Amber Subba plays the harmonium
Credit M.L. SCHULTZE / WKSU
/
WKSU
Amber Subba plays the harmonium as well as guitar and traditional Nepali instruments. He says he and some of his friends started out self-taught as they grew up in the camps in Nepal.

The International Institute in the Age of Donald Trump
Neither Subba nor Stacy are with the International Institute any more. President Trump’s drastic cuts in refugees led to layoffs. She now consults with employers on cross-cultural issues. He works for the Summit County Department of Job and Family Services.

But both worry about the future for their extended family and refugee community. Stacy remembers her father-in-law’s pride when he voted in his first election in 2015.

“Every time he came home, he would put his little ‘I voted’ sticker on this photo of himself as a young man on the wall.”

Last year changed that.

“The day of the election, he looked at me and he said ‘I don’t think it matters. They don’t want us,’" Stacy said.

All she could do, she says, is what she hopes other do, assure them they're all wanted.

AN EXPLAINER: Is it Bhutanese or Nepali?

Many of the refugees identify themselves as Bhutanese, many as Nepali, many as both, and increasingly, many as Bhutanese-Nepali-Americans.

Here's why: About 270 miles of northern India separates Nepal and Bhutan. For more than a century, Nepali-speaking people known as Lhotshampas had settled in southern Bhutan, though they maintained their own language and culture.

When the Bhutanese government began a “One Nation, One People” policy in the 1980s, that led to jailing, loss of citizenship and property and the eventual expulsion of as many as 100,000 Lhotshampas. For the next two decades, they lived in what grew to be seven refugee camps in southeast Nepal. Amnesty International called it “one of the most protracted and neglected refugee crises in the world.”

In late 2006, President Bush announced that the United States would resettle as many as 60,000 of the refugees here, and that number is now closer to 85,000.

AN EXPLAINER: What’s a refugee?

According to the U.S. Citizenship and Immigration Services, refugees are people who:

  • Are located outside the United States
  • Are of special humanitarian concern to the United States
  • Demonstrate that they were persecuted or fear persecution due to race, religion, nationality, political opinion, or membership in a particular social group
  • Are not firmly resettled in another country
  • Are admissible to the United States

For the legal definition of refugee, see section 101(a)(42) of the Immigration and Nationality Act (INA).
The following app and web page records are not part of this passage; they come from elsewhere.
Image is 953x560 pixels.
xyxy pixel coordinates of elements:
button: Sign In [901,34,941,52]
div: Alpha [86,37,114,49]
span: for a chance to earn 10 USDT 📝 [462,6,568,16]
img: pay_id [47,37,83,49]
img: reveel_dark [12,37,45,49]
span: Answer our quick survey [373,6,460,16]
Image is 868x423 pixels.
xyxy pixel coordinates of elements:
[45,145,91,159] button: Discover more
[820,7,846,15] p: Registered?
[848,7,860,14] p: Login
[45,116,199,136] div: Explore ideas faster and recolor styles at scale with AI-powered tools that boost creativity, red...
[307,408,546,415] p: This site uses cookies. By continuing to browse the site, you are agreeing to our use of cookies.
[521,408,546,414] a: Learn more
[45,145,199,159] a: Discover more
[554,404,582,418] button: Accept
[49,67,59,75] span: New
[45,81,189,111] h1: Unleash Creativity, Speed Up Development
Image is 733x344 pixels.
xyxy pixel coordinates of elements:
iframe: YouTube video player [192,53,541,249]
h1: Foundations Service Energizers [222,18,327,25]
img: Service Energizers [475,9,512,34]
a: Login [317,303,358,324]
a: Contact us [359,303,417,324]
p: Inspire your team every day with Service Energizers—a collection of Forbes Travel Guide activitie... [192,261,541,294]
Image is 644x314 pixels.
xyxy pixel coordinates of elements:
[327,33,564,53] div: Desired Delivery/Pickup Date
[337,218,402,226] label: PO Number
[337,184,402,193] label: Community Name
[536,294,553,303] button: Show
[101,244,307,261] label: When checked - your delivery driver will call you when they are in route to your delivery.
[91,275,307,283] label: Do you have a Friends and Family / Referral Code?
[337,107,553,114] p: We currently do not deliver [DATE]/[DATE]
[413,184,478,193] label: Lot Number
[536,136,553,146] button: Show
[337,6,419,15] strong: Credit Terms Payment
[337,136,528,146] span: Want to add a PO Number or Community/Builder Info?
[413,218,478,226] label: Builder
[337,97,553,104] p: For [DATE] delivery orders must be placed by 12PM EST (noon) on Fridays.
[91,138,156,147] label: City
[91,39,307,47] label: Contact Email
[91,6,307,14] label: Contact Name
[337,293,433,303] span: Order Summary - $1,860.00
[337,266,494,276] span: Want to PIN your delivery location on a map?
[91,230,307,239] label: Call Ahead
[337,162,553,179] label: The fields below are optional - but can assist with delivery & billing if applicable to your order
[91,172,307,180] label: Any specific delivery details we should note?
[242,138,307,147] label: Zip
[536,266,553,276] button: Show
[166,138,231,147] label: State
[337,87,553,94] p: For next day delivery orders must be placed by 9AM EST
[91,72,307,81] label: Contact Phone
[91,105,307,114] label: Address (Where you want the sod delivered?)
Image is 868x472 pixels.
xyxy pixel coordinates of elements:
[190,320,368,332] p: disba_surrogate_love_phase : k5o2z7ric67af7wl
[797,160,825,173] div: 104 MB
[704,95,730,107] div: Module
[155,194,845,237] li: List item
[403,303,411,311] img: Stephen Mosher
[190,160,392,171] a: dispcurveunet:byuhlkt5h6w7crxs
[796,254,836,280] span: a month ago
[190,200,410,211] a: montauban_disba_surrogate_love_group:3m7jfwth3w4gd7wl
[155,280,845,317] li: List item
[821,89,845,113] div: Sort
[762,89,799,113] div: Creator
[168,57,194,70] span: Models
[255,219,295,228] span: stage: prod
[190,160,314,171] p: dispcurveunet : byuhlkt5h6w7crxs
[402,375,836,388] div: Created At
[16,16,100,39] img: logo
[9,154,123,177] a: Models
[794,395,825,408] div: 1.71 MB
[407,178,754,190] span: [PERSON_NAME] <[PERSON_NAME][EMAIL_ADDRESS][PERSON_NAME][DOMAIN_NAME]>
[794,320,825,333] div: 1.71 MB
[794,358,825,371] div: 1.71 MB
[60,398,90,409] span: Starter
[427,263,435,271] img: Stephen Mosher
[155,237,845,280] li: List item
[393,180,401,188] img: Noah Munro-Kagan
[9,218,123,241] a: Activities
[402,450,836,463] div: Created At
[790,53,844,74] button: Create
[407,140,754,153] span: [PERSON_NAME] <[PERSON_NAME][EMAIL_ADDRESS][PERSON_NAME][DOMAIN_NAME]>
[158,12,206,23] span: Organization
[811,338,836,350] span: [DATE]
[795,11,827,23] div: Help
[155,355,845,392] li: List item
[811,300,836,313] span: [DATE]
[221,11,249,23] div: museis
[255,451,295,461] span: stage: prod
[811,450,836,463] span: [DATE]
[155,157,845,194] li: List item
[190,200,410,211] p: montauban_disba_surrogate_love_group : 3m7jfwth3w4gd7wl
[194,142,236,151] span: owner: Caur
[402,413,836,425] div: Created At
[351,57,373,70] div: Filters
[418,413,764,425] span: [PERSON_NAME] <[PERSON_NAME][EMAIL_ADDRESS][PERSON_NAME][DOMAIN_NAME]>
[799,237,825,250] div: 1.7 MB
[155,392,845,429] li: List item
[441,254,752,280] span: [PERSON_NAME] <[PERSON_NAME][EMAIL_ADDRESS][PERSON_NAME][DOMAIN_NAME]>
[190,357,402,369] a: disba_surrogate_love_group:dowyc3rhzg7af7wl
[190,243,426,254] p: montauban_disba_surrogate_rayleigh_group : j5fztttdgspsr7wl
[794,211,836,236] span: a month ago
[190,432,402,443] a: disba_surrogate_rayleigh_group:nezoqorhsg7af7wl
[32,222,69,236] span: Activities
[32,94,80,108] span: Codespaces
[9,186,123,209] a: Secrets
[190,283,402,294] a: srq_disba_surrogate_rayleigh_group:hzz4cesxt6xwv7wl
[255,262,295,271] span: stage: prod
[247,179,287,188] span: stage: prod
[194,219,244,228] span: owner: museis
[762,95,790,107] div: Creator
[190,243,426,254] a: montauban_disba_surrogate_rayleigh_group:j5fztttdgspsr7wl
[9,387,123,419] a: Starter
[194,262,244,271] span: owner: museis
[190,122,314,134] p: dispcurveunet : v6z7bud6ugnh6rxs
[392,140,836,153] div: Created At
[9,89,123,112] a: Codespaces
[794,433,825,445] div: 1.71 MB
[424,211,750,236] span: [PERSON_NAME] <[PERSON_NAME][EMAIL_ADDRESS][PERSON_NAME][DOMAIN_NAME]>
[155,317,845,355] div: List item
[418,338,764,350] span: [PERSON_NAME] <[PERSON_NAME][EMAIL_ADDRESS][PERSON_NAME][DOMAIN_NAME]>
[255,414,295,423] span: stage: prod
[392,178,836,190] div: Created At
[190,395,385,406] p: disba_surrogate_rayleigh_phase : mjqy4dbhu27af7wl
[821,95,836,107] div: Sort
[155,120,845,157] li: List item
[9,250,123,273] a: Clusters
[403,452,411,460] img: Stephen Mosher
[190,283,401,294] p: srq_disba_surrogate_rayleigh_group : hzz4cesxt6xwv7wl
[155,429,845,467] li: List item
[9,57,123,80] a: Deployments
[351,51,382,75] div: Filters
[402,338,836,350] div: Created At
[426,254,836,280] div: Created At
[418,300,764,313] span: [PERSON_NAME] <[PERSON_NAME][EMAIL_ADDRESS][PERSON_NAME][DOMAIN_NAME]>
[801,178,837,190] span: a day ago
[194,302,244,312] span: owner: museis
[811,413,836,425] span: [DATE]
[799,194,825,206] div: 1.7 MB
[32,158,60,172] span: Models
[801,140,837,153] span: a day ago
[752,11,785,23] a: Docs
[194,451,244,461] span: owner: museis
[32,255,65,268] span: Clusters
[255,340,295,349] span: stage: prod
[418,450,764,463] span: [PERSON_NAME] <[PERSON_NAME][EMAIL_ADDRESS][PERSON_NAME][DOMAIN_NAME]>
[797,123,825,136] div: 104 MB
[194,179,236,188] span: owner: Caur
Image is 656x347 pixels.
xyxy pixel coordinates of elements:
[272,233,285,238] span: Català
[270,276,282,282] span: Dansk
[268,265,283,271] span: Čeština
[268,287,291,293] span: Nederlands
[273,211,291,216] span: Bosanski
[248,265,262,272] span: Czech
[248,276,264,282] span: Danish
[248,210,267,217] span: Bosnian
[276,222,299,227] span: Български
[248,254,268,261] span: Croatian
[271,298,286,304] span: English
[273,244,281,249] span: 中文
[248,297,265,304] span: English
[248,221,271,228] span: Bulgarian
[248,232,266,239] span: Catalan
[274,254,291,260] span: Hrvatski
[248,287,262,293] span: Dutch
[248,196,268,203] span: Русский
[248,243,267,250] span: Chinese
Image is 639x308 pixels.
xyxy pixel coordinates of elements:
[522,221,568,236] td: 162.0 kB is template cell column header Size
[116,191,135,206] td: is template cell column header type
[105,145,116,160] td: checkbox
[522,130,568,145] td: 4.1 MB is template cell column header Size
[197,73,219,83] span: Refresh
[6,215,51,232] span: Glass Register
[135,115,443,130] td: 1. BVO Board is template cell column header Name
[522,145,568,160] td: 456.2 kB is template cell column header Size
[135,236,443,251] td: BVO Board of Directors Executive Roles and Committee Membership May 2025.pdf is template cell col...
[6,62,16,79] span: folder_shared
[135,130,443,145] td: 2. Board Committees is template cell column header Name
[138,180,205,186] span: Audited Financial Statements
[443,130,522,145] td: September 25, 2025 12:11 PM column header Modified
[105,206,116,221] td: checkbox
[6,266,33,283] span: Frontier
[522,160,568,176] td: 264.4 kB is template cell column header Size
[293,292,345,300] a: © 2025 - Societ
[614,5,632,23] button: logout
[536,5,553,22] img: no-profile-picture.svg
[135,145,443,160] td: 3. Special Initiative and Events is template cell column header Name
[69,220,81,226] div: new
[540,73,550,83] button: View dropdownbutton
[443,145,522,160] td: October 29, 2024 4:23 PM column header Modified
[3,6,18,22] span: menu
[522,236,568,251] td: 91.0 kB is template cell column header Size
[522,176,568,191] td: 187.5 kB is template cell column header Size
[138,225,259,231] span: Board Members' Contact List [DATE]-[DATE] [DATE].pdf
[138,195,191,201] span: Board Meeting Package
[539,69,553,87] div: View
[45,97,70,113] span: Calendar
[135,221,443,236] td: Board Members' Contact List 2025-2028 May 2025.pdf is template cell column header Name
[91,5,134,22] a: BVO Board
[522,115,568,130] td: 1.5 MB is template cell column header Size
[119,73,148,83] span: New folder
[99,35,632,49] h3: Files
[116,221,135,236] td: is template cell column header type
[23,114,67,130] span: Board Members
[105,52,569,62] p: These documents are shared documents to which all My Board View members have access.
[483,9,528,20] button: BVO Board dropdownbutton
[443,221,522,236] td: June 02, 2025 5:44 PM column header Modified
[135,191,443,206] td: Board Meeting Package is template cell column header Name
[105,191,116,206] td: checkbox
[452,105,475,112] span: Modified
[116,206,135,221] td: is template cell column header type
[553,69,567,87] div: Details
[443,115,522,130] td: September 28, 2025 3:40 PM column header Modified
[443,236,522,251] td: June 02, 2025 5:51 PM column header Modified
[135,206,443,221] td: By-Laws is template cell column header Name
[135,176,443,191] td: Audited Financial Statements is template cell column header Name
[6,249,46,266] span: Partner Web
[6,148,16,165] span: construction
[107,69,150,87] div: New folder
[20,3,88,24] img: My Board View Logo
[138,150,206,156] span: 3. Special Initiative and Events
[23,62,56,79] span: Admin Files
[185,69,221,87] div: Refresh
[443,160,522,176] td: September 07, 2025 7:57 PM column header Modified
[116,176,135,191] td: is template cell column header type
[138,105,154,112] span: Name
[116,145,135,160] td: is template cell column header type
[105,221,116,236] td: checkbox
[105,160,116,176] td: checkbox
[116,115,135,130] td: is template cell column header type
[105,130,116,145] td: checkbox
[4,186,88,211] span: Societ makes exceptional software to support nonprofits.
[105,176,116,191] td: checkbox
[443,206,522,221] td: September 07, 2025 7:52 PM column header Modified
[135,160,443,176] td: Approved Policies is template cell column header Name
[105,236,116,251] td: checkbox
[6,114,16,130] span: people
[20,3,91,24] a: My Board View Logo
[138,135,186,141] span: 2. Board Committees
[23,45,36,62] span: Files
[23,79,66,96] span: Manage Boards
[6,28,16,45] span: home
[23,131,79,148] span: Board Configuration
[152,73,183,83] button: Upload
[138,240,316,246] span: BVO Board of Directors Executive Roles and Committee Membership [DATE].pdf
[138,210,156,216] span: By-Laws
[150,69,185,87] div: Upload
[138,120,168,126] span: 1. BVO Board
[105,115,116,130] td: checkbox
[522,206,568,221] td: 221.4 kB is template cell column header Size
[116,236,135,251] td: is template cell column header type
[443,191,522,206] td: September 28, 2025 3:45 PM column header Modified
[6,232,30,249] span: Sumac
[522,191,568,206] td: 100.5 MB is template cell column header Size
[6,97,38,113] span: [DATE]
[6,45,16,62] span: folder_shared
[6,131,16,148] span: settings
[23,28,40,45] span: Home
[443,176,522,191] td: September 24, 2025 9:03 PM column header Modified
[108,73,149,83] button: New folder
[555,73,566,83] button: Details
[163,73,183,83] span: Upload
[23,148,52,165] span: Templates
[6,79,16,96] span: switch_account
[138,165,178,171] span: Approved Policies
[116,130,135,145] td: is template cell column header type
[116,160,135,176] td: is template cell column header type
Read more about screening process for refugees applying to come to the United States.

Read the update on refugees posted by the U.S. State Department the day President Trump was inaugurated.

President Trump announced last week he is capping the number of refugees allowed in the United States over the fiscal year that began Sunday at 45,000. Refugee resettlement agencies like the International Institute of Akron had been hoping for at least 75,000. President Obama had approved 110,000.

This story is part of a collaboration between WKSU and the Huffington Post on the integration of Bhutanese-Nepali refugees, who began their migration to Akron a decade ago.